Archaeologists Save the Sphinx from Damage

Great Sphinx of Giza, Egypt. Photo by Usuario:Barcex, Creative Commons Attribution-Share Alike 3.0 Unported license, GNU Free Documentation License.

The Great Sphinx of Giza—which was closed in 2010 when cracks appeared on its northern side due to wind and moisture—will soon reopen again after nearly four years of thorough restoration, Art Daily reports.

“The Sphinx courtyard will be opened for the first time since the restoration of the monument,” Mohammed al-Damati, Egypt’s antiquities minister, told AFP. “Once the courtyard is opened, tourists can walk around the Sphinx.” However, a specific date for the opening has yet to be set.

The lengthy restoration involved replacing some slabs on the left side of the statue, where the cracks had appeared, and refurbishing the chest and neck of the monument with a new coating to prevent further erosion caused by rain, wind, and pollution.

The Sphinx was built around 4,500 years ago by the pharaoh Khafre in a quarry outside Cairo, near the area where the Pyramids of Giza stand. At 20 meters high, 57 meters long, and six meters wide, the limestone half-man, half-lion monolith is the largest single-stone statue in the world. Archaeologists are still unsure about the Sphinx’s original function, although most believe it was constructed for religious and astronomical reasons.

The Egyptian antiquities minister told AFP that a small temple next to the Sphinx, built by pharaoh Amenhotep II, will also be opened to the public for the first time and that the Menkaure pyramid, the smallest of the three Pyramids of Giza, is also slated to reopen after a three-year restoration.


# [What needs to be done]
A word-for-word copy of the data, with no images, is the required answer.

──────────────────────────────

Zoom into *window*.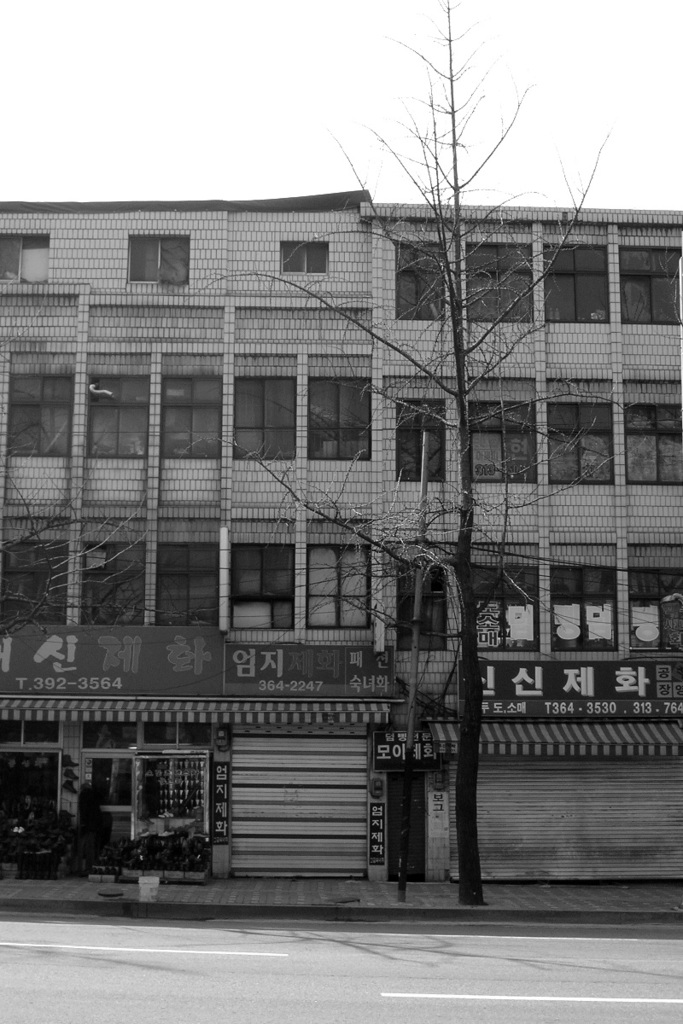
Zoom target: (x1=83, y1=539, x2=145, y2=631).
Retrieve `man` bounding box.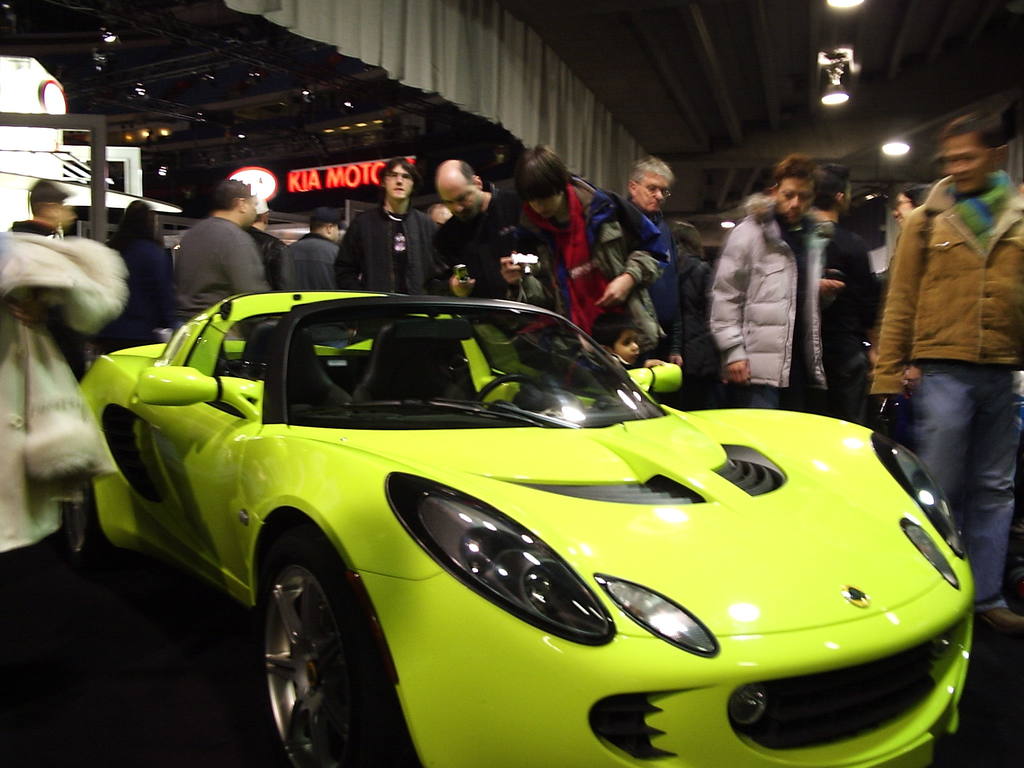
Bounding box: rect(709, 155, 829, 419).
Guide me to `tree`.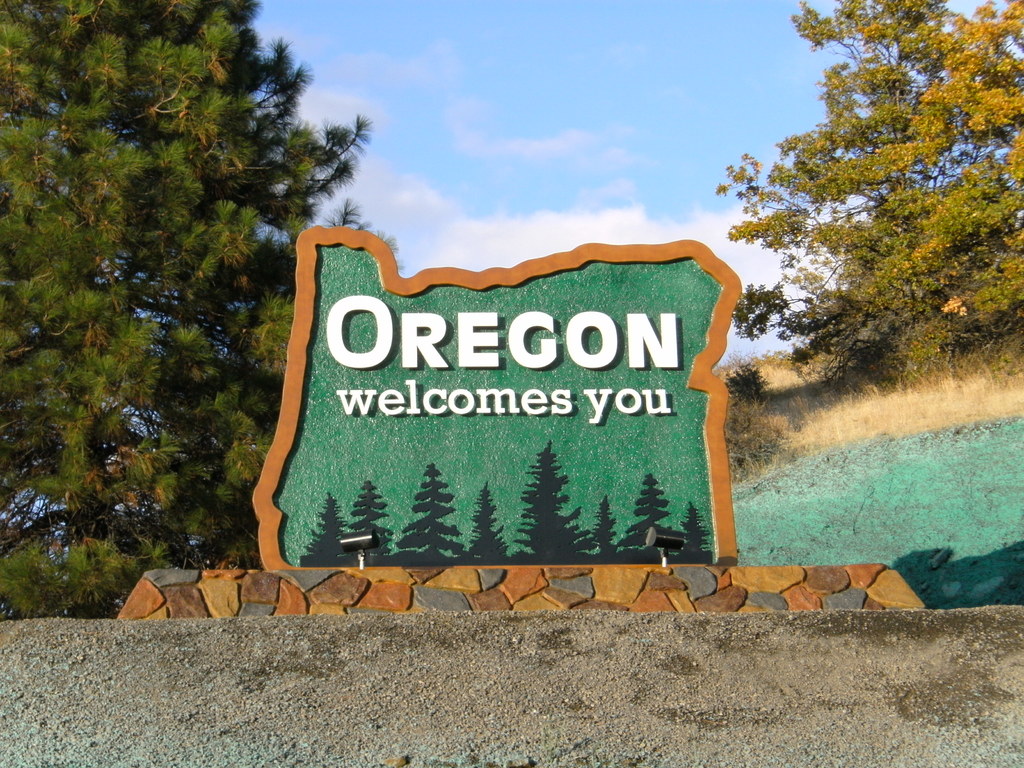
Guidance: 14 34 303 607.
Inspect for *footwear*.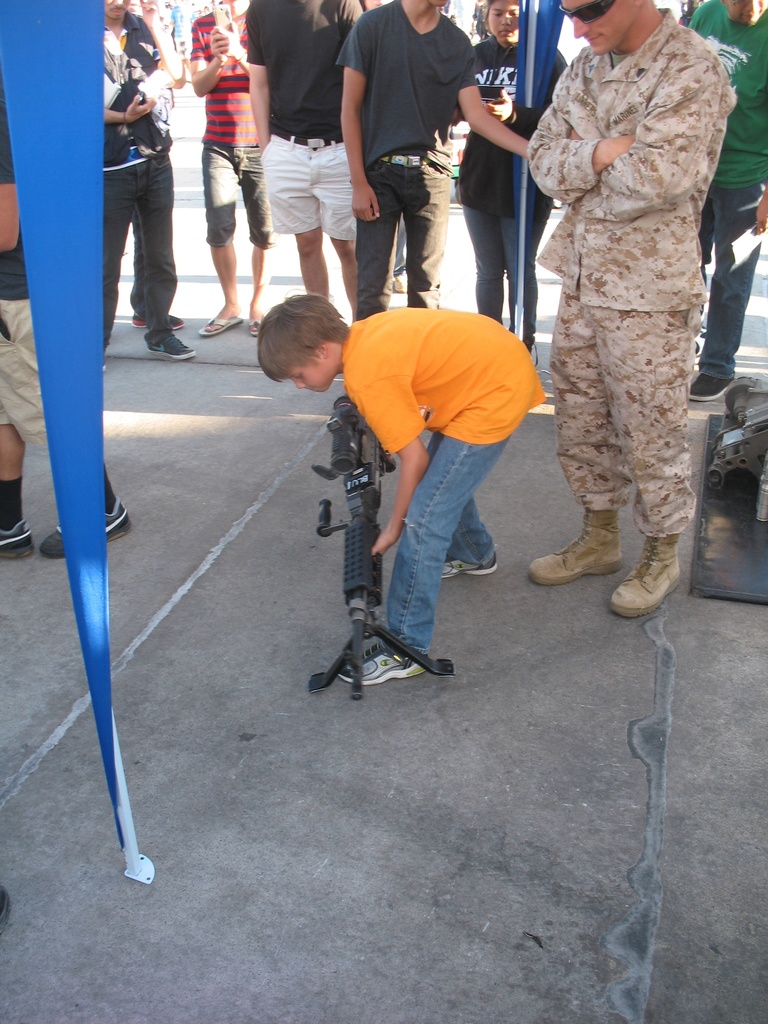
Inspection: 687/374/733/402.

──────────────────────────────

# [Task answer]
Zoom into *window*.
Zoom target: (x1=83, y1=539, x2=145, y2=631).
Retrieve `man` bounding box.
Bounding box: rect(709, 155, 829, 419).
Guide me to `tree`.
Guidance: 14 34 303 607.
Inspect for *footwear*.
Inspection: 687/374/733/402.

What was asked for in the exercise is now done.